If you dig deep enough, you might find that Japan has plenty of other problems that people in the developed west don't, but of course the grass is always greener on the other side.
- Culture that prioritizes collective good over individual need
- Functioning government
- Competency, skilled engineers
With:
- A declining population
- Rural collapse
- Stagnating economy
- Shut in problem for old people
Like most cultures, Japan gets some stuff right and some stuff wrong. It's not perfect. Certainly not to say US culture couldn't improve by adopting some aspects.
I assume the doctor was just wrong. It happens. I imagine doctors get patients coming in saying "look, I have this extremely specific syndrome. I diagnosed myself based on the Wikipedia page" all the time. Usually those patients are wrong and it's something simpler, but sometimes they're right, and this time the doctor's simpler explanation was wrong. Never attribute to malice what can be easily explained by stupidity, etc.
Of course, I don't know the actual situation, but this seems more likely to me than a doctor who doesn't care about their patient's health enough to spend 10 seconds diagnosing them. At the very least, I expect they're investing enough effort in their job enough to avoid transparent malpractice.
I’ve personally been incorrectly diagnosed with a life altering condition. When it became more and more clear that the diagnosis was wrong the doctor just doubled down. When I said I thought he was wrong and refused to see him he sent a colleague after me to another hospital to try to persuade the medical staff there of the misdiagnosis. That thankfully failed, but the whole process very much left me with the impression that the only thing that mattered to him and his colleague was to be “right”. My health was completely irrelevant to them. And nobody put them in their place.
Sure, I’m a big believer in Hanlon’s razor. But there comes a point when you have to conclude that something is seriously wrong. My feeling is that it’s a complete lack of consequences that is the core problem. Nobody is ever “forced” to admit they were wrong. Some people can’t handle that, start believing they are always right.

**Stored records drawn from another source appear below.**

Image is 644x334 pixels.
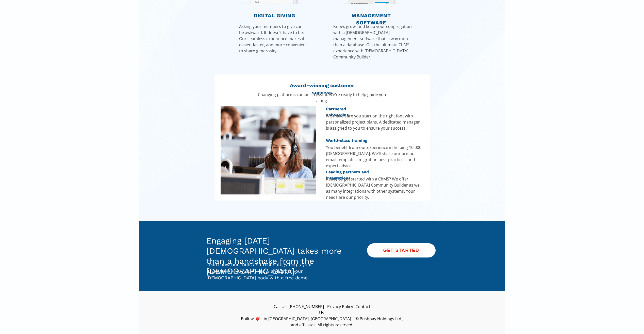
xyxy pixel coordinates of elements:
p: Built with in [GEOGRAPHIC_DATA], [GEOGRAPHIC_DATA] | © Pushpay Holdings Ltd., and affiliates. All... [237,316,407,328]
span: You benefit from our experience in helping 10,000 [DEMOGRAPHIC_DATA]. We’ll share our pre-built e... [326,145,422,169]
a: Privacy Policy [327,304,353,309]
span: Know, grow, and keep your congregation with a [DEMOGRAPHIC_DATA] management software that is way ... [334,24,412,60]
span: Leading partners and integrations [326,170,369,180]
span: DIGITAL GIVING [254,13,295,18]
span: MANAGEMENT SOFTWARE [352,13,391,26]
span: We make sure you start on the right foot with personalized project plans. A dedicated manager is ... [326,113,420,131]
span: Award-winning customer success [290,82,354,96]
span: Asking your members to give can be awkward. It doesn’t have to be. Our seamless experience makes ... [240,24,307,53]
span: Partnered onboarding [326,107,349,117]
span: Ready to get started with a ChMS? We offer [DEMOGRAPHIC_DATA] Community Builder as well as many i... [326,176,422,200]
p: Call Us: [PHONE_NUMBER] | | [274,304,371,316]
span: Changing platforms can be stressful. We’re ready to help guide you along. [258,92,386,104]
strong: GET STARTED [384,248,420,253]
span: Learn how our tools and technology helps your [DEMOGRAPHIC_DATA] know and grow your [DEMOGRAPHIC_... [206,262,312,281]
span: Engaging [DATE] [DEMOGRAPHIC_DATA] takes more than a handshake from the [DEMOGRAPHIC_DATA]. [206,236,342,276]
a: GET STARTED [367,243,435,257]
span: World-class training [326,138,368,143]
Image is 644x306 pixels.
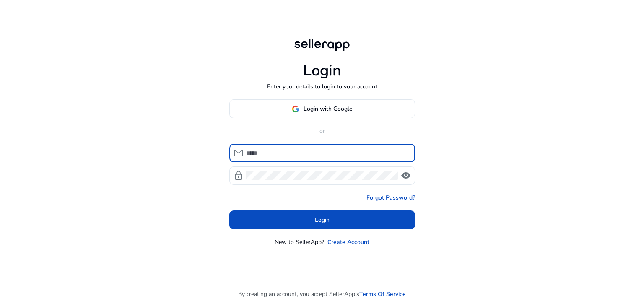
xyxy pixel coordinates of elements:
[229,99,415,118] button: Login with Google
[303,104,352,113] span: Login with Google
[275,238,324,246] p: New to SellerApp?
[367,193,415,202] a: Forgot Password?
[234,171,244,180] span: lock
[267,82,377,91] p: Enter your details to login to your account
[229,210,415,229] button: Login
[292,105,299,113] img: google-logo.svg
[315,216,330,224] span: Login
[303,61,341,80] h1: Login
[401,171,411,180] span: visibility
[359,289,406,298] a: Terms Of Service
[229,126,415,135] p: or
[234,148,244,158] span: mail
[327,238,369,246] a: Create Account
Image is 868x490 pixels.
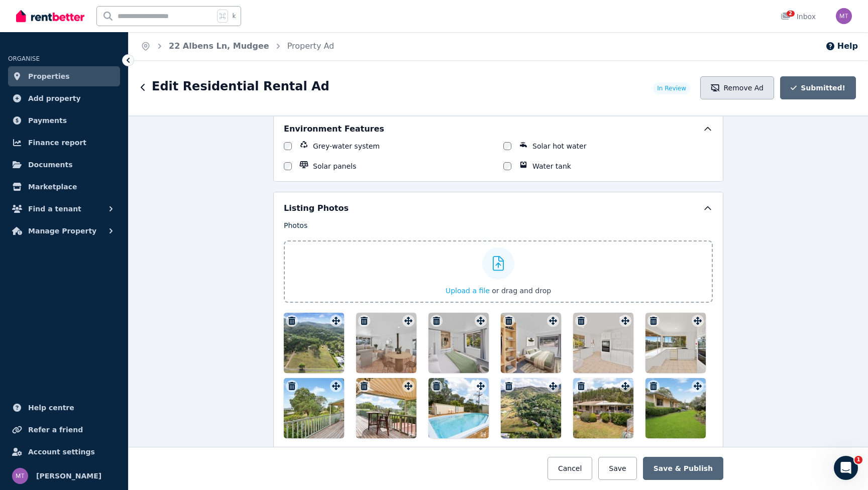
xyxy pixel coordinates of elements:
[28,92,81,104] span: Add property
[8,155,120,174] a: Documents
[598,457,636,480] button: Save
[532,161,571,171] label: Water tank
[28,115,67,127] span: Payments
[151,78,329,94] h1: Edit Residential Rental Ad
[780,11,815,22] div: Inbox
[28,203,81,215] span: Find a tenant
[8,221,120,241] button: Manage Property
[825,40,858,53] button: Help
[835,8,852,24] img: Matt Teague
[284,202,348,214] h5: Listing Photos
[8,55,40,62] span: ORGANISE
[8,420,120,440] a: Refer a friend
[854,456,862,464] span: 1
[16,9,84,24] img: RentBetter
[313,141,379,151] label: Grey-water system
[8,111,120,131] a: Payments
[700,76,774,100] button: Remove Ad
[657,84,686,92] span: In Review
[643,457,723,480] button: Save & Publish
[12,468,28,484] img: Matt Teague
[284,123,384,135] h5: Environment Features
[28,159,73,171] span: Documents
[28,181,77,193] span: Marketplace
[532,141,586,151] label: Solar hot water
[8,66,120,86] a: Properties
[8,398,120,417] a: Help centre
[446,286,551,296] button: Upload a file or drag and drop
[169,41,269,51] a: 22 Albens Ln, Mudgee
[28,402,74,414] span: Help centre
[8,441,120,462] a: Account settings
[287,41,335,51] a: Property Ad
[8,177,120,197] a: Marketplace
[787,10,795,17] span: 2
[28,136,86,149] span: Finance report
[313,161,356,171] label: Solar panels
[780,76,856,100] button: Submitted!
[28,424,83,436] span: Refer a friend
[8,132,120,153] a: Finance report
[284,221,713,230] p: Photos
[128,32,346,61] nav: Breadcrumb
[834,456,858,480] iframe: Intercom live chat
[232,12,236,20] span: k
[548,457,592,480] button: Cancel
[492,287,551,295] span: or drag and drop
[28,225,96,237] span: Manage Property
[8,88,120,108] a: Add property
[446,287,489,295] span: Upload a file
[28,70,70,82] span: Properties
[8,199,120,219] button: Find a tenant
[28,446,95,458] span: Account settings
[36,470,101,482] span: [PERSON_NAME]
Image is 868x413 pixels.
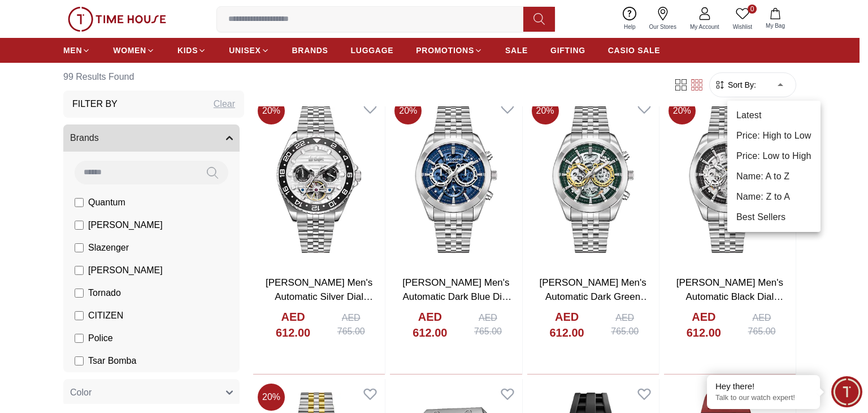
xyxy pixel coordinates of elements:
p: Talk to our watch expert! [715,393,812,402]
div: Hey there! [715,380,812,392]
li: Latest [727,105,821,125]
li: Best Sellers [727,207,821,227]
li: Price: High to Low [727,125,821,146]
li: Name: Z to A [727,186,821,207]
li: Name: A to Z [727,166,821,186]
li: Price: Low to High [727,146,821,166]
div: Chat Widget [831,376,862,407]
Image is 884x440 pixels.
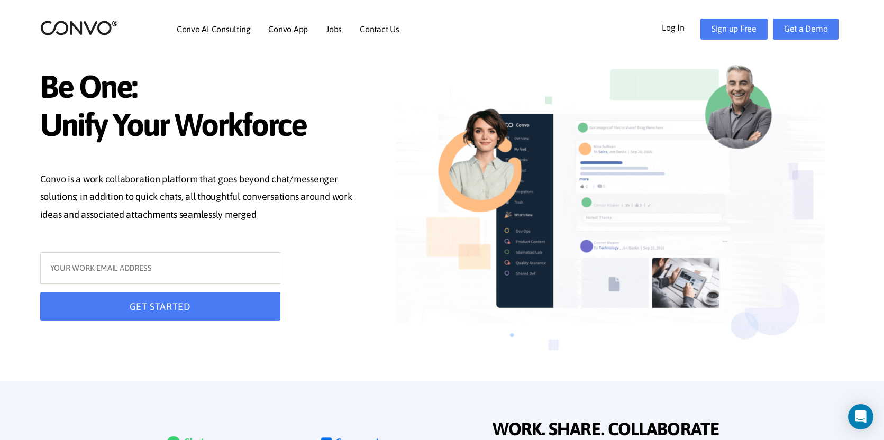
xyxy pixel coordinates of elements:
[177,25,250,33] a: Convo AI Consulting
[848,404,874,430] div: Open Intercom Messenger
[662,19,701,35] a: Log In
[40,292,280,321] button: GET STARTED
[326,25,342,33] a: Jobs
[40,68,366,108] span: Be One:
[360,25,399,33] a: Contact Us
[40,170,366,226] p: Convo is a work collaboration platform that goes beyond chat/messenger solutions; in addition to ...
[268,25,308,33] a: Convo App
[40,20,118,36] img: logo_2.png
[40,106,366,147] span: Unify Your Workforce
[40,252,280,284] input: YOUR WORK EMAIL ADDRESS
[396,51,825,384] img: image_not_found
[701,19,768,40] a: Sign up Free
[773,19,839,40] a: Get a Demo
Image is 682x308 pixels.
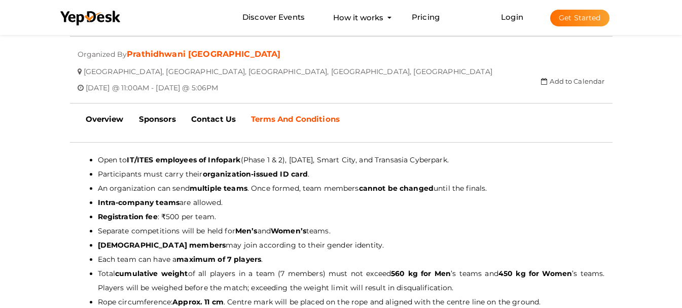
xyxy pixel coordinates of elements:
[98,212,158,221] b: Registration fee
[78,106,131,132] a: Overview
[98,169,310,178] span: Participants must carry their .
[271,226,306,235] b: Women’s
[98,269,605,292] span: Total of all players in a team (7 members) must not exceed ’s teams and ’s teams. Players will be...
[98,226,330,235] span: Separate competitions will be held for and teams.
[242,8,305,27] a: Discover Events
[98,240,226,249] b: [DEMOGRAPHIC_DATA] members
[98,254,263,264] span: Each team can have a .
[115,269,188,278] b: cumulative weight
[190,183,247,193] b: multiple teams
[98,155,449,164] span: Open to (Phase 1 & 2), [DATE], Smart City, and Transasia Cyberpark.
[78,42,127,59] span: Organized By
[243,106,347,132] a: Terms And Conditions
[235,226,258,235] b: Men’s
[359,183,433,193] b: cannot be changed
[84,59,492,76] span: [GEOGRAPHIC_DATA], [GEOGRAPHIC_DATA], [GEOGRAPHIC_DATA], [GEOGRAPHIC_DATA], [GEOGRAPHIC_DATA]
[98,198,223,207] span: are allowed.
[176,254,261,264] b: maximum of 7 players
[86,76,218,92] span: [DATE] @ 11:00AM - [DATE] @ 5:06PM
[127,155,240,164] b: IT/ITES employees of Infopark
[86,114,124,124] b: Overview
[391,269,451,278] b: 560 kg for Men
[127,49,280,59] a: Prathidhwani [GEOGRAPHIC_DATA]
[183,106,243,132] a: Contact Us
[412,8,439,27] a: Pricing
[330,8,386,27] button: How it works
[191,114,236,124] b: Contact Us
[98,212,216,221] span: : ₹500 per team.
[498,269,572,278] b: 450 kg for Women
[139,114,176,124] b: Sponsors
[98,183,487,193] span: An organization can send . Once formed, team members until the finals.
[172,297,224,306] b: Approx. 11 cm
[251,114,340,124] b: Terms And Conditions
[501,12,523,22] a: Login
[550,10,609,26] button: Get Started
[541,77,604,85] a: Add to Calendar
[98,297,541,306] span: Rope circumference: . Centre mark will be placed on the rope and aligned with the centre line on ...
[98,198,180,207] b: Intra-company teams
[203,169,308,178] b: organization-issued ID card
[131,106,183,132] a: Sponsors
[98,240,384,249] span: may join according to their gender identity.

(This was in Sweden and malpractice is a bit different here.)
Living outside NYC, I’m reminded of both extremes with every visit to the city.
Government is definitely the worst here. Zero accountability means that after a while working there, even the most motivated best worker will have his desire to work destroyed by watching less competent people do nothing and move ahead. Then government hired more people to keep doing the same job. It grows and grows and drains more resources, just like cancer does.
> Then government hired more people to keep doing the same job.
Do they? The example given in the article is the DMV, and the only problem I've ever had at a DMV was long wait times caused by too FEW employees.
Yes, government can be overly bureaucratic, but I think people come up with a lot of weird narratives about it that go well beyond the actual inefficiencies at play.
Its ironic, because this dude doesn't seem to care enough to even the slightest bit of research to understand why any of these problems he highlights are the way they are, and lazily attributes everything to OTHER people not caring. LEDs last longer, are more energy efficient, and also reduce light pollution because they are more directional[1]. Took me 30 seconds to google. There are enormous design standards for designing bike lanes[2]. It is almost certainly the case the design of this intersection is dictated by these standards. But sure, just assume it's because everyone is stupid.